Instructions for the task:
Out of the material that follows, write out exactly the lines from the line with "pyautogui.click(x=<x>, y=<y>)" to the line with "This screenshot has width=820, height=504.", both ends included, and no others.

Extracted data:
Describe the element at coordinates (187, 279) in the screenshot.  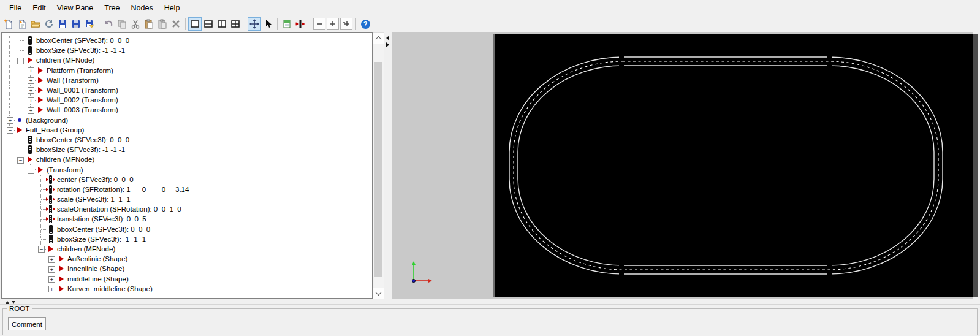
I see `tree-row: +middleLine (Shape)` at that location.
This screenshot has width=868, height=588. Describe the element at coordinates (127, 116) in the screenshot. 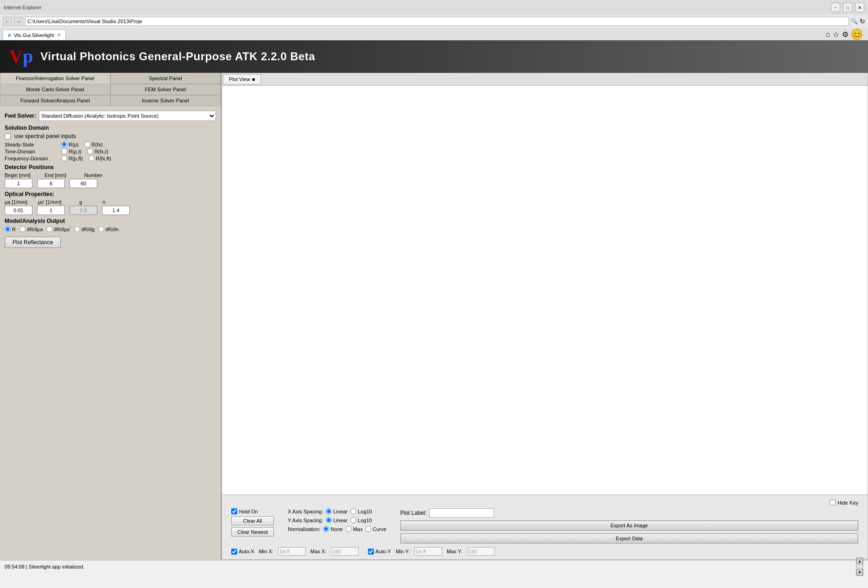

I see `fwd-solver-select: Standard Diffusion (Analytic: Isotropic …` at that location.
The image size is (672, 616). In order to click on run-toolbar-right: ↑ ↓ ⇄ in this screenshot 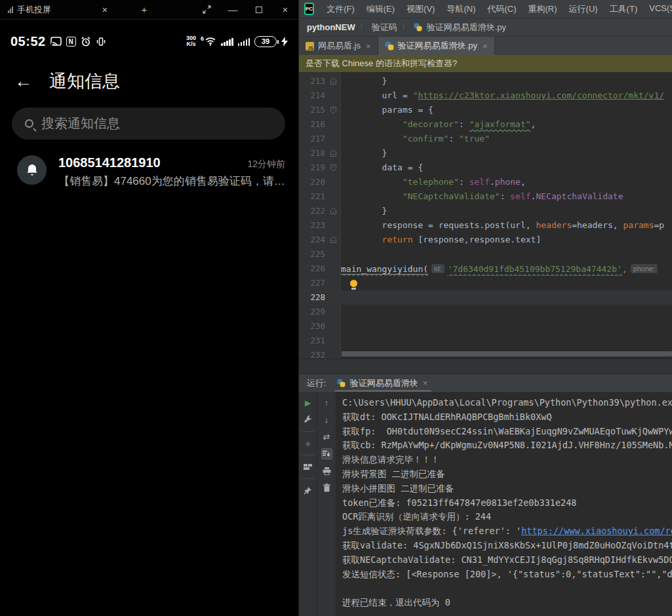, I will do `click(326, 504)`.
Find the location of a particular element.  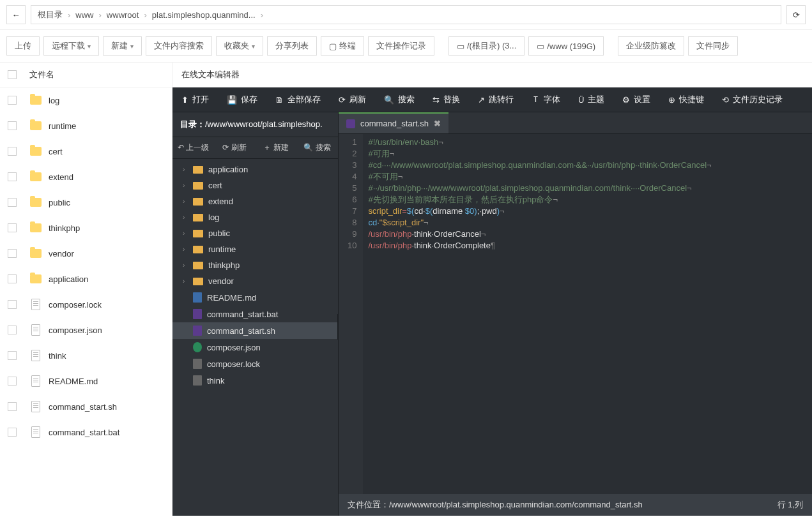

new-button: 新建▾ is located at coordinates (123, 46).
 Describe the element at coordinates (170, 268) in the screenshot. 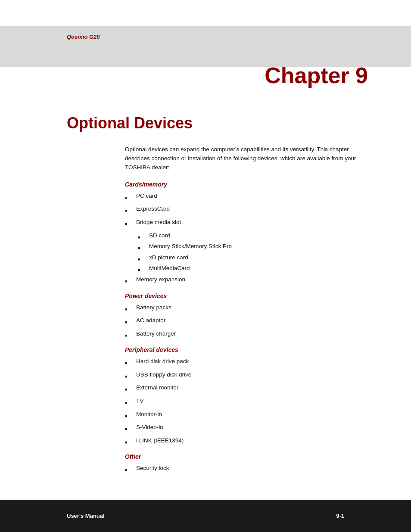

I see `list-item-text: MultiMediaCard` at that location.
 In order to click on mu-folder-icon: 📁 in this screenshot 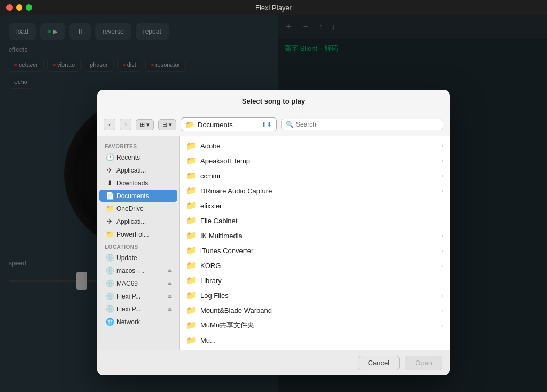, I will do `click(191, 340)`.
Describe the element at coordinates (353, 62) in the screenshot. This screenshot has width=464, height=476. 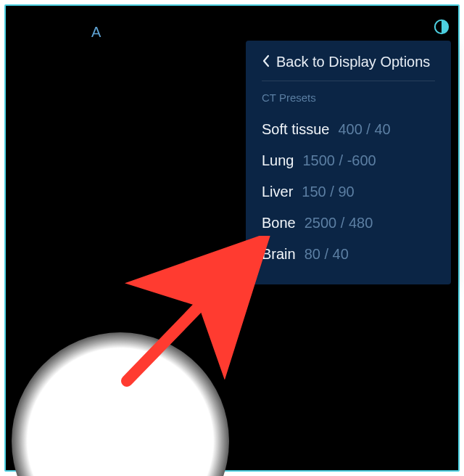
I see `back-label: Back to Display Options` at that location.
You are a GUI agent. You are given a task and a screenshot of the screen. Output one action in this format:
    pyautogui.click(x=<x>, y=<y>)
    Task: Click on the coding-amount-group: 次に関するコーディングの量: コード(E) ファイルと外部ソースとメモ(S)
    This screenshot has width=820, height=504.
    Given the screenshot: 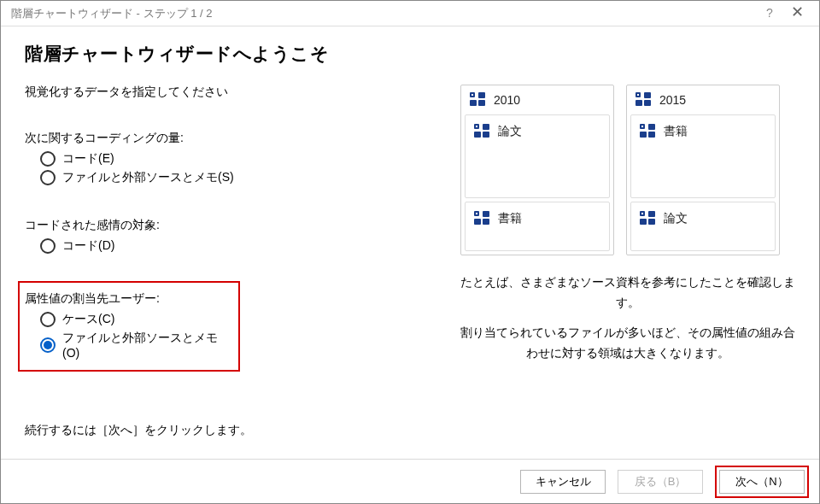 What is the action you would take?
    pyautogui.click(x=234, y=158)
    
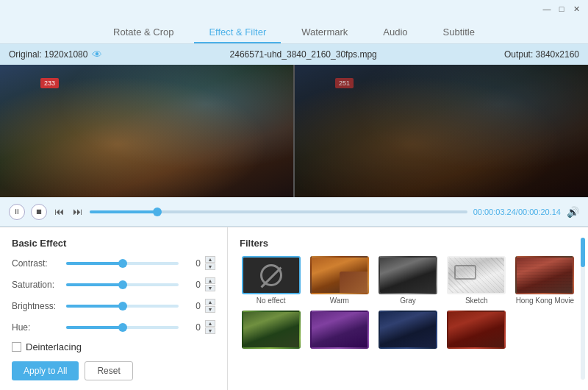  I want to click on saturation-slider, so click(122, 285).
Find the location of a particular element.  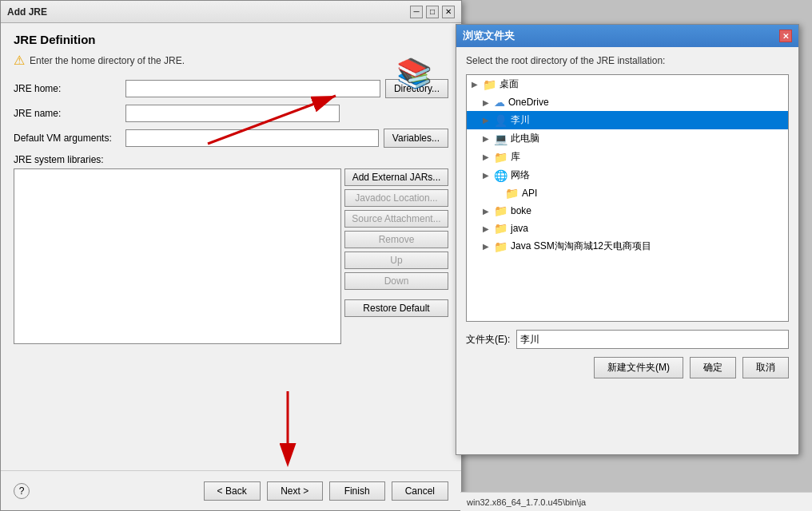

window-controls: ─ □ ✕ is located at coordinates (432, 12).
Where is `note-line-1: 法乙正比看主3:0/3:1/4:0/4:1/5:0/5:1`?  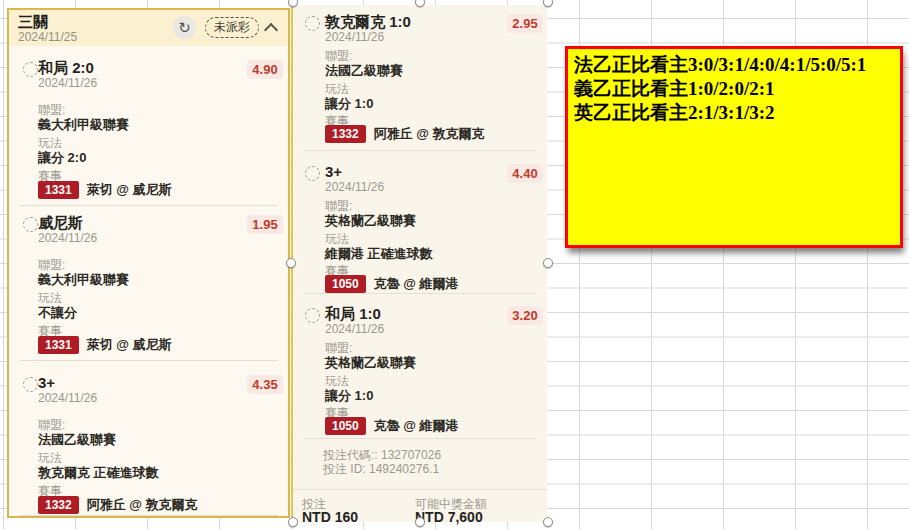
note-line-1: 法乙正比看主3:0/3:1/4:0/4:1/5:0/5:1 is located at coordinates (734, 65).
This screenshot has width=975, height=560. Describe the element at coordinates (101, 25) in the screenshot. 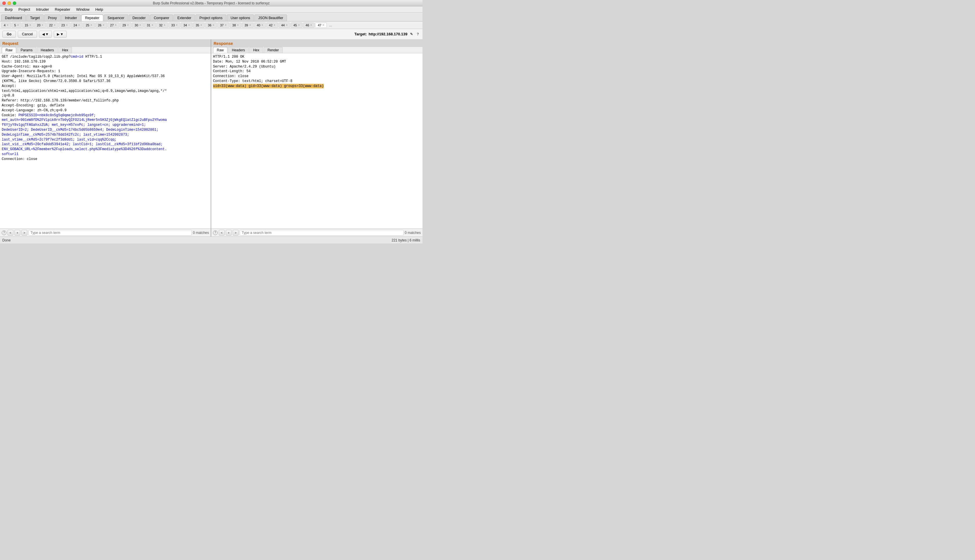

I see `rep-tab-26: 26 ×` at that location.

Response to this exercise:
    pyautogui.click(x=<x>, y=<y>)
    Task: Click on the coding-amount-group: 次に関するコーディングの量: コード(E) ファイルと外部ソースとメモ(S)
    This screenshot has width=820, height=504.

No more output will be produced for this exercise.